Ringfort (Rath), Rathpeacon, Co. Cork
Co. Cork |
Ringforts
The name of the townland gives this one away before you even set foot in the field.
Rathpeacon contains the Irish word rath, the term for a ringfort, an enclosed farmstead of the early medieval period typically defined by one or more circular earthen banks, and the fact that the settlement type is baked into the place name suggests this enclosure was prominent enough in the landscape to anchor local identity for over a millennium. Today it sits quietly in pasture on an east-facing slope, its outline still legible but softened by centuries of grazing and weather.

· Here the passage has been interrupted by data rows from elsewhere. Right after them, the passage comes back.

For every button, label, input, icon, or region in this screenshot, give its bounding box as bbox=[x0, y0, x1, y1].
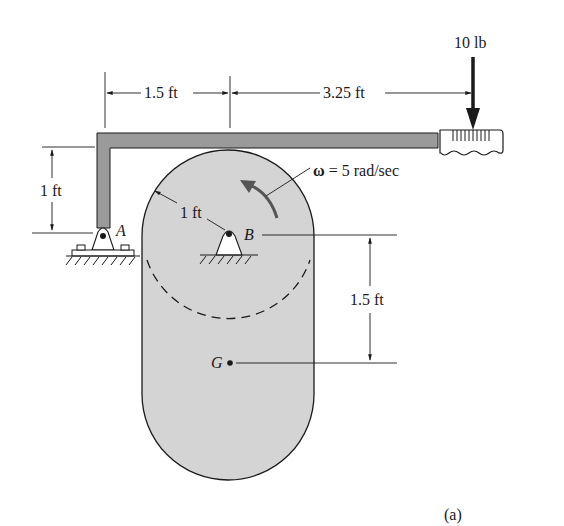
handle-grip bbox=[440, 130, 503, 155]
figure-caption: (a) bbox=[444, 506, 462, 524]
dim-top-left-label: 1.5 ft bbox=[144, 84, 178, 101]
omega-label: ω = 5 rad/sec bbox=[313, 162, 399, 179]
rotating-body bbox=[142, 150, 314, 480]
dim-right-label: 1.5 ft bbox=[350, 291, 384, 308]
pin-b-label: B bbox=[244, 226, 254, 243]
mechanism-diagram: 10 lb 1.5 ft 3.25 ft 1 ft bbox=[0, 0, 564, 526]
force-arrow bbox=[466, 57, 480, 130]
dim-top-right-label: 3.25 ft bbox=[323, 84, 365, 101]
pin-support-a bbox=[66, 228, 140, 265]
pin-a-label: A bbox=[115, 222, 126, 239]
dim-left-label: 1 ft bbox=[40, 182, 62, 199]
center-of-mass-dot bbox=[227, 360, 233, 366]
center-of-mass-label: G bbox=[211, 354, 223, 371]
radius-label: 1 ft bbox=[180, 204, 202, 221]
force-label: 10 lb bbox=[454, 34, 486, 51]
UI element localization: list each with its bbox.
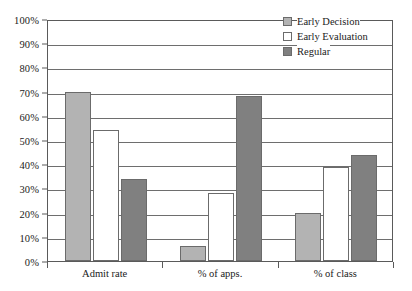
y-tick-label-90: 90% <box>19 39 39 50</box>
gridline-50 <box>48 142 392 143</box>
y-tick-label-0: 0% <box>25 257 39 268</box>
y-tick-label-40: 40% <box>19 160 39 171</box>
chart-legend: Early DecisionEarly EvaluationRegular <box>283 15 368 58</box>
y-tick-label-30: 30% <box>19 184 39 195</box>
legend-item: Regular <box>283 45 368 58</box>
legend-label: Early Decision <box>297 15 360 28</box>
legend-swatch-icon <box>283 32 292 41</box>
legend-swatch-icon <box>283 17 292 26</box>
gridline-30 <box>48 190 392 191</box>
y-tick-label-50: 50% <box>19 136 39 147</box>
y-tick-label-60: 60% <box>19 111 39 122</box>
x-category-label: % of class <box>314 268 357 279</box>
x-tick-mark-0 <box>47 262 48 268</box>
gridline-20 <box>48 215 392 216</box>
bar <box>93 130 119 261</box>
x-tick-mark-3 <box>393 262 394 268</box>
legend-label: Early Evaluation <box>297 30 368 43</box>
bar <box>351 155 377 261</box>
legend-swatch-icon <box>283 47 292 56</box>
y-tick-label-100: 100% <box>14 15 39 26</box>
x-tick-mark-2 <box>278 262 279 268</box>
x-category-label: % of apps. <box>198 268 243 279</box>
gridline-40 <box>48 166 392 167</box>
bar <box>208 193 234 261</box>
y-tick-label-20: 20% <box>19 208 39 219</box>
y-axis: 0%10%20%30%40%50%60%70%80%90%100% <box>0 0 47 291</box>
gridline-10 <box>48 239 392 240</box>
y-tick-label-10: 10% <box>19 232 39 243</box>
y-tick-label-80: 80% <box>19 63 39 74</box>
legend-label: Regular <box>297 45 330 58</box>
gridline-70 <box>48 94 392 95</box>
x-tick-mark-1 <box>162 262 163 268</box>
bar <box>295 213 321 261</box>
bar <box>180 246 206 261</box>
x-category-label: Admit rate <box>82 268 127 279</box>
y-tick-label-70: 70% <box>19 87 39 98</box>
gridline-60 <box>48 118 392 119</box>
bar <box>236 96 262 261</box>
legend-item: Early Evaluation <box>283 30 368 43</box>
gridline-80 <box>48 69 392 70</box>
legend-item: Early Decision <box>283 15 368 28</box>
bar-chart: 0%10%20%30%40%50%60%70%80%90%100% Admit … <box>0 0 412 291</box>
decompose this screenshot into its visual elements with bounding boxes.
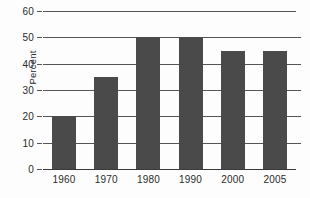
y-tick-mark-right	[296, 143, 301, 144]
y-tick-label: 30	[22, 85, 34, 96]
bar	[179, 37, 203, 169]
axis-baseline: 0	[43, 169, 296, 170]
bar-chart-figure: Percent 0102030405060 196019701980199020…	[0, 0, 310, 198]
y-tick-mark-left	[37, 64, 42, 65]
x-tick-label: 1970	[95, 174, 118, 185]
gridline: 30	[43, 90, 296, 91]
gridline: 50	[43, 37, 296, 38]
y-tick-mark-left	[37, 143, 42, 144]
bar	[136, 37, 160, 169]
y-tick-mark-left	[37, 116, 42, 117]
y-tick-label: 0	[28, 164, 34, 175]
y-tick-label: 20	[22, 111, 34, 122]
bar	[94, 77, 118, 169]
gridline: 10	[43, 143, 296, 144]
bar	[52, 116, 76, 169]
y-tick-label: 60	[22, 6, 34, 17]
bar	[221, 51, 245, 170]
x-tick-label: 1990	[179, 174, 202, 185]
y-tick-label: 50	[22, 32, 34, 43]
y-tick-label: 10	[22, 137, 34, 148]
y-tick-mark-right	[296, 37, 301, 38]
x-tick-label: 2005	[263, 174, 286, 185]
plot-area: 0102030405060 196019701980199020002005	[43, 11, 296, 169]
gridline: 20	[43, 116, 296, 117]
y-tick-mark-right	[296, 90, 301, 91]
y-tick-mark-left	[37, 90, 42, 91]
x-tick-label: 1980	[137, 174, 160, 185]
y-tick-mark-left	[37, 11, 42, 12]
y-tick-label: 40	[22, 58, 34, 69]
gridline: 60	[43, 11, 296, 12]
x-tick-label: 2000	[221, 174, 244, 185]
y-tick-mark-left	[37, 169, 42, 170]
x-tick-label: 1960	[53, 174, 76, 185]
y-tick-mark-right	[296, 116, 301, 117]
gridline: 40	[43, 64, 296, 65]
y-tick-mark-left	[37, 37, 42, 38]
bar	[263, 51, 287, 170]
y-tick-mark-right	[296, 64, 301, 65]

The fort is roughly circular, measuring 58 metres north to south and 55.5 metres east to west, which puts it at a fairly substantial size for a rath. Ringforts of this kind were the dominant settlement form in Ireland from roughly the sixth to the tenth centuries, and thousands survive across the country in varying states of preservation. What defines this particular example is a combination of features: a low rise running from the south-west to the south-east marks part of the perimeter, while a stone-faced earthen field fence completes the circuit from the south-east back round to the south-west. That stone-facing is worth noting, since it suggests at least some deliberate construction effort rather than a purely earthen bank, though the overall impression now is of a landscape feature that has been quietly absorbed into ordinary agricultural use.